Sunday, January 10, 2016

Leadership as Planned Obsolescence

       A great deal of leadership guidance emphasizes the need for the leader to beware the dangers of egocentricity. It's not abut the removal of ego, but having a healthy and secure sense of self. It's the essence of servant leadership. Lately I've found myself considering what seems an extension of this notion. Perhaps truly effective leadership means intentionally rendering one's self obsolete.
       The notion is not one that people in clearly-defined, high-profile, well-rewarded leadership positions are likely to find comfortable. However, I think we can spin the idea into a positive one. It might even be, if not the most tangible, at least the most meaningful sign of success. While I believe my points could be applied to perhaps any field, I'll stick to my realms of experience: education and parenting.
       Let's start really big picture. When a head of school is hired, it's because she or he is a particular person selected for particular reasons and a particular point in time. The school may be ready to launch a fundraising effort; there may be a need to focus on academic innovation; perhaps the school simply suffers from inertia. Over time the more immediate needs shift. If the head manages to meet all the challenges that arise during his or her tenure, at some point the time arrives for a new person better suited for the next round of work. In this scenario, the giant goal is simple. You want to leave the school in a much better place than it was when you began, what ever that may mean, and poised to improve even more under the next leader. In fact, you will recognize that you've done what you can and someone else is better suited at that point.
       In the shorter term, the leader prepares for this moment by shrinking him- or herself so that others may grow. Currently popular terms such as distributed leadership and flattened hierarchy capture this notion. Everyone--not just those with the titles--can lead from where and because of who they are. People then become more engaged and empowered. They feel more of the sense of mastery, autonomy, and purpose that fuels motivation and drives improvement. Then the institution flourishes. This directly contradicts organizations who have soared under dynamic, larger-than-life leaders, only to crash and burn when that person left. It's why it will be interesting to watch Apple over the next few years.

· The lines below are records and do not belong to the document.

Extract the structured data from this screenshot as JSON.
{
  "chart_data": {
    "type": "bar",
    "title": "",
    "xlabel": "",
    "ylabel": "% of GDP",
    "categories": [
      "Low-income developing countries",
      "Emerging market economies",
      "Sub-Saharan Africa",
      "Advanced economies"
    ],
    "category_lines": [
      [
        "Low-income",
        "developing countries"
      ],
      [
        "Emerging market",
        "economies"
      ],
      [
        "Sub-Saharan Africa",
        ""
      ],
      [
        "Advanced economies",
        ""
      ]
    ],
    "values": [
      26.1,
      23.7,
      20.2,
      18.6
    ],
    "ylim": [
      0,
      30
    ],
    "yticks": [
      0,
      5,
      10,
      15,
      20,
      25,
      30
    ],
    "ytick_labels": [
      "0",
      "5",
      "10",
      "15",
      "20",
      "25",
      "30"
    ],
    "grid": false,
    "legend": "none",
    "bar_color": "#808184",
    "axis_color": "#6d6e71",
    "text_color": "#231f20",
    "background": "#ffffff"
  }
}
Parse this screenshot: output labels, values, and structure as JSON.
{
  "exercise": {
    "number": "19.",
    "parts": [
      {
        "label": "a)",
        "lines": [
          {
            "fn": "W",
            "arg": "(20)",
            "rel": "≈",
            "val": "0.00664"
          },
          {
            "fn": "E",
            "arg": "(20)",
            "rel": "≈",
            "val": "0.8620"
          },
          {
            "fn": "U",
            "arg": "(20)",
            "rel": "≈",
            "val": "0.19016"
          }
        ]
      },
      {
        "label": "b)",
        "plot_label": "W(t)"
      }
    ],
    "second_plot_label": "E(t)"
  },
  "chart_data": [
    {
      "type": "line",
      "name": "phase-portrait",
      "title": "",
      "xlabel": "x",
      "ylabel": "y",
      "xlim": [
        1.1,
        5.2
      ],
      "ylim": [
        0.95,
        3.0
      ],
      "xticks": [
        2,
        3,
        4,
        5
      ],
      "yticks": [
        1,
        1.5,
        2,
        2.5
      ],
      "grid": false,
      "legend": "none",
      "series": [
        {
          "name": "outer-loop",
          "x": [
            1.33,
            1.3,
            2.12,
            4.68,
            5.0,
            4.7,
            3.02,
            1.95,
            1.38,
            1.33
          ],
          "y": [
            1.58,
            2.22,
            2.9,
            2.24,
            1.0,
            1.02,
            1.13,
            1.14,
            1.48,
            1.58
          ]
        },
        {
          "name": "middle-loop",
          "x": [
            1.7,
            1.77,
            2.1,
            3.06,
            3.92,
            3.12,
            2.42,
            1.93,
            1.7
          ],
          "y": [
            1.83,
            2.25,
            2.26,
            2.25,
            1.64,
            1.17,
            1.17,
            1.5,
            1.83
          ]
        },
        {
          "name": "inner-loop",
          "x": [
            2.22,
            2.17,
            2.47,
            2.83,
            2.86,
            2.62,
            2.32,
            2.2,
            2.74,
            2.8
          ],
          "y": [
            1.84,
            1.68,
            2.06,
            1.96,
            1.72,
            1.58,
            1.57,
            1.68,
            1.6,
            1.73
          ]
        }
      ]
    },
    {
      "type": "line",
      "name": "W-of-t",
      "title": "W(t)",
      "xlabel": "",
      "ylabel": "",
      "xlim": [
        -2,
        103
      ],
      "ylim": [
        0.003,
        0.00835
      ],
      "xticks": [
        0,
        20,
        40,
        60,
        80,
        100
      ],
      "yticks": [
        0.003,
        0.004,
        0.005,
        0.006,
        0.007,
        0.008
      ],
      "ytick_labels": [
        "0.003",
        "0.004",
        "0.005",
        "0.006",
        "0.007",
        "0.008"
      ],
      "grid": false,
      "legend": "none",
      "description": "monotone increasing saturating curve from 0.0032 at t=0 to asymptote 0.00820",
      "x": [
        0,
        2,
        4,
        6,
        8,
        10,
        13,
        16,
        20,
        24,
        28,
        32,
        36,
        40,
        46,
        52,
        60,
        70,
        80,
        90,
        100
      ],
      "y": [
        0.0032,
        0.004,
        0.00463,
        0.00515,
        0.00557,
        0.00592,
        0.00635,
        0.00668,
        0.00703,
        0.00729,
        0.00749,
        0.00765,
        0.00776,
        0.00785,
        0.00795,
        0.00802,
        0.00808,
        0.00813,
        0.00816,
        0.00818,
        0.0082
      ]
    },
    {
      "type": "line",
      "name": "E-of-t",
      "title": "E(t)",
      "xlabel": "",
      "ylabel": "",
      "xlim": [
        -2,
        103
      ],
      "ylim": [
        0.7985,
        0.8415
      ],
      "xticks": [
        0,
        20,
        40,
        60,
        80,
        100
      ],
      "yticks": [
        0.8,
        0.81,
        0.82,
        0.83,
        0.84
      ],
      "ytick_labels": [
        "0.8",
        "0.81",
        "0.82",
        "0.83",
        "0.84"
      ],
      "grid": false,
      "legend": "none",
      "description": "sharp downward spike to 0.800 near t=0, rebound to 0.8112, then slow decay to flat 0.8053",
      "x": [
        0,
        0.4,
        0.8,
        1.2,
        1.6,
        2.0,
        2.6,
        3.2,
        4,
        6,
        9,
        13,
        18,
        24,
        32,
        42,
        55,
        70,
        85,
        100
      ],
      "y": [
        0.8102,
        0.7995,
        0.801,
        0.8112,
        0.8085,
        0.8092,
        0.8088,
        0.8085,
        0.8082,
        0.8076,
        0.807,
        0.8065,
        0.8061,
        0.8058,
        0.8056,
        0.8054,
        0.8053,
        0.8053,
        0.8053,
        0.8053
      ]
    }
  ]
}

       The same notion can be applied to a classroom. Does the teacher dominate and attempt to control everything? Or does she or he create conditions in which the students can take control for a large degree of their own learning? Has the emphasis been on mastery of content or the fostering of skills and attitudes? Are we preparing them for the test or the next grade, or are we helping them become life-long learners?
       We could ask similar questions about parenting. There's no need here to go into a rant about helicopter and snowplow and lawnmower parents. Instead, I'll merely suggest that the top long-term goal of parenting is to help our children become independent adults who can thrive without us.
       In the professional world, a leader can delay this inevitable transition by continuing to grow, evolving as a group's needs change. It's why great leaders remain insatiably curious and pose provocative questions. Not just about the institution and employees, but also about him- or herself. They also don't accept the hackneyed bromide "Lead, follow, or get out of the way." They know when to do each, and do so quite intentionally.